Astrobiology, the latest buzzword in government and educational circles, is the broad study of life in space. It largely replaces the earlier term Bioastronomy, although the International Astronomical Union still has a Bioastronomy Commission, and conducts periodic Bioastronomy Conferences. For a time, the two terms were used interchangeably, and in fact there is little distinction today between bioastronomy and astrobiology research.
Astrobiology is an emerging interdisciplinary field that deals with all aspects of life in the universe: its origin, evolution, distribution and future. As such, it encompasses SETI, the search for electromagnetic emissions from other technological civilizations in the cosmos. Although much broader in scope than SETI, astrobiology grew out of the SETI discipline.

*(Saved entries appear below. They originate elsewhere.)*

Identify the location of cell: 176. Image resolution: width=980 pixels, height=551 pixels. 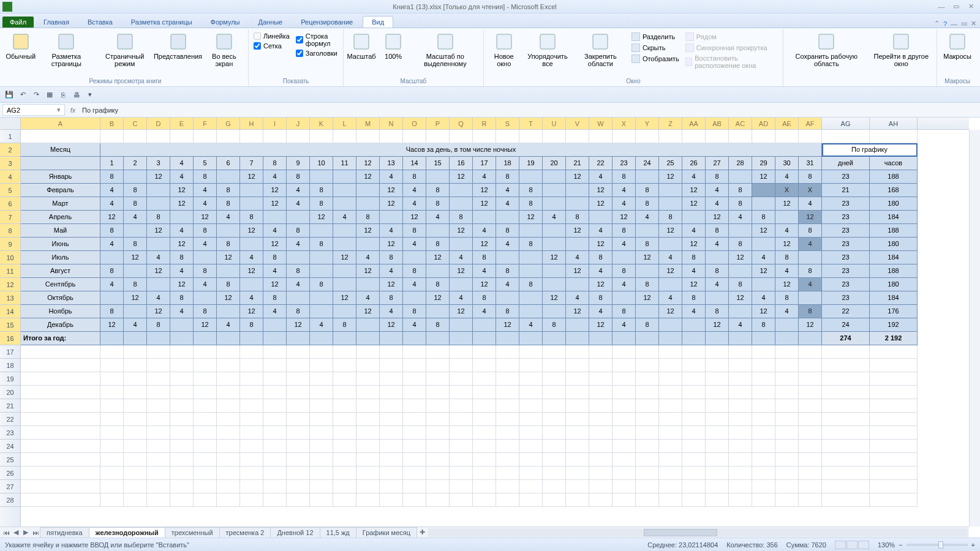
(894, 312). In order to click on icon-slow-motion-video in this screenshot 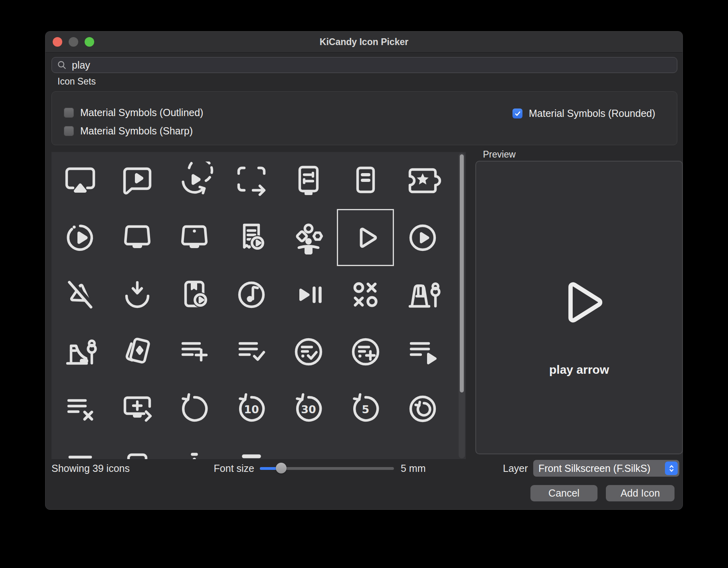, I will do `click(80, 238)`.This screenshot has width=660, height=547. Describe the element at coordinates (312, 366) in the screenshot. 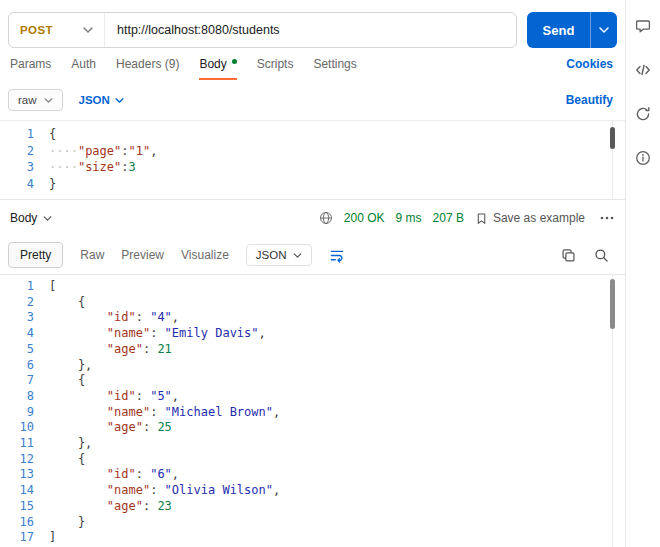

I see `code-line: 6 },` at that location.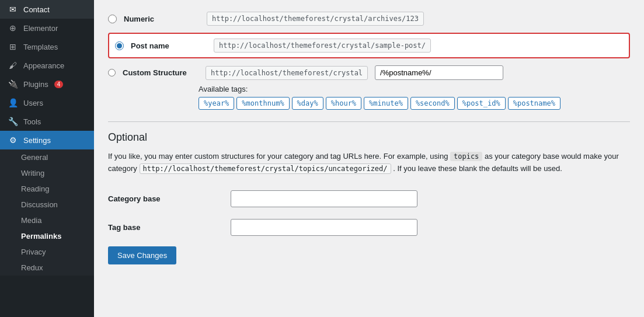 This screenshot has width=644, height=317. I want to click on post-name-url: http://localhost/themeforest/crystal/sam…, so click(322, 46).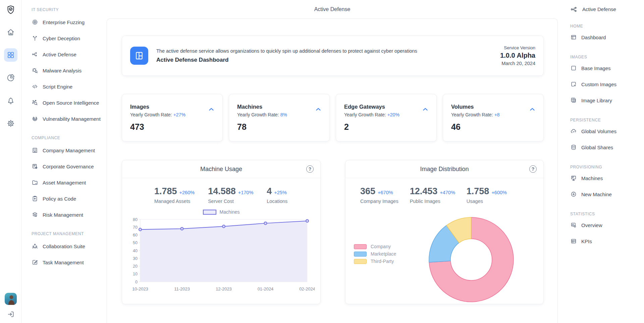 The image size is (644, 323). I want to click on rail-gear-button, so click(11, 123).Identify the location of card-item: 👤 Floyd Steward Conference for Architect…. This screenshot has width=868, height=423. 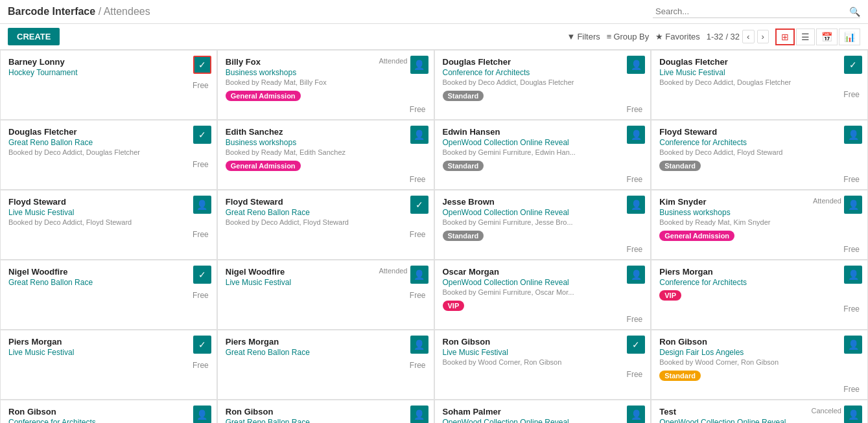
(760, 155).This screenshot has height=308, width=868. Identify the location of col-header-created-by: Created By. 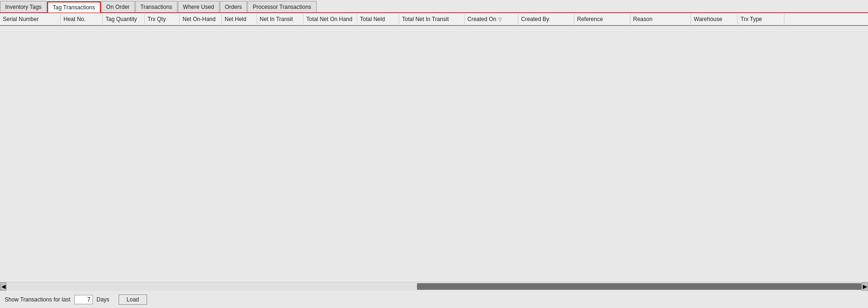
(546, 19).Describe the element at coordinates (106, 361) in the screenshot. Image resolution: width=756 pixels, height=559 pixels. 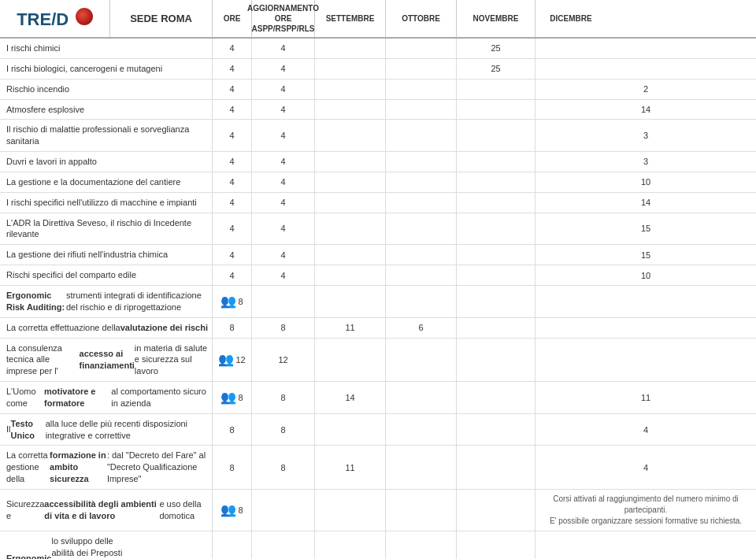
I see `course-description: La consulenza tecnica alle imprese per l…` at that location. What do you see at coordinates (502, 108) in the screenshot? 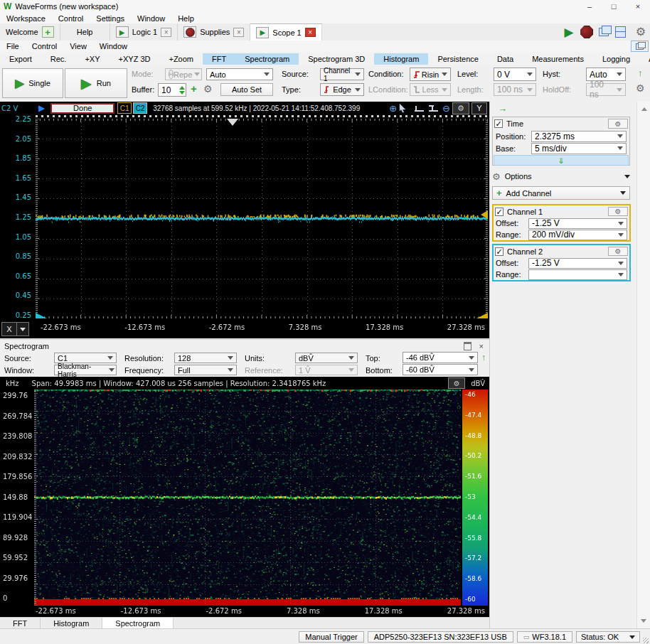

For a brief time, SETI science was a respectable, government-sponsored endeavor in the US. When the term SETI fell into disfavor, NASA renamed their ongoing SETI effort HRMS, for High-Resolution Microwave Survey. But the program did not survive the name change, as HRMS, like SETI, was still a four letter word. In 1993, Congress passed legislation cancelling the NASA SETI program, and prohibiting the expenditure of government funds on SETI science.
Shortly after the cancellation of HRMS, NASA established its Astrobiology Institute, to seek (through different means) to answer some of the very questions which SETI addresses. The focus shifted from communications technology to the emergence of life: the search for habitable planets, organic molecules in space, fossil evidence in meteorite fragments, and the exploration of nearby planets for signs of primitive biological activity, present or past.
But SETI activity did not die with the emergence of government-funded astrobiology activities. The pursuit of traditional radio SETI, as well as newly-accepted Optical SETI, was continued by a number of nonprofit organizations around the world, including the grass-roots SETI League, and the prestigious SETI Institute which grew out of the remnants of the late NASA SETI office.
Recently, SETI has become accepted as a valid sub-discipline within the broader field of astrobiology, and NASA grants have begun once more to flow to the SETI Institute and other organizations, through the auspices of NASA's Astrobiology Institute.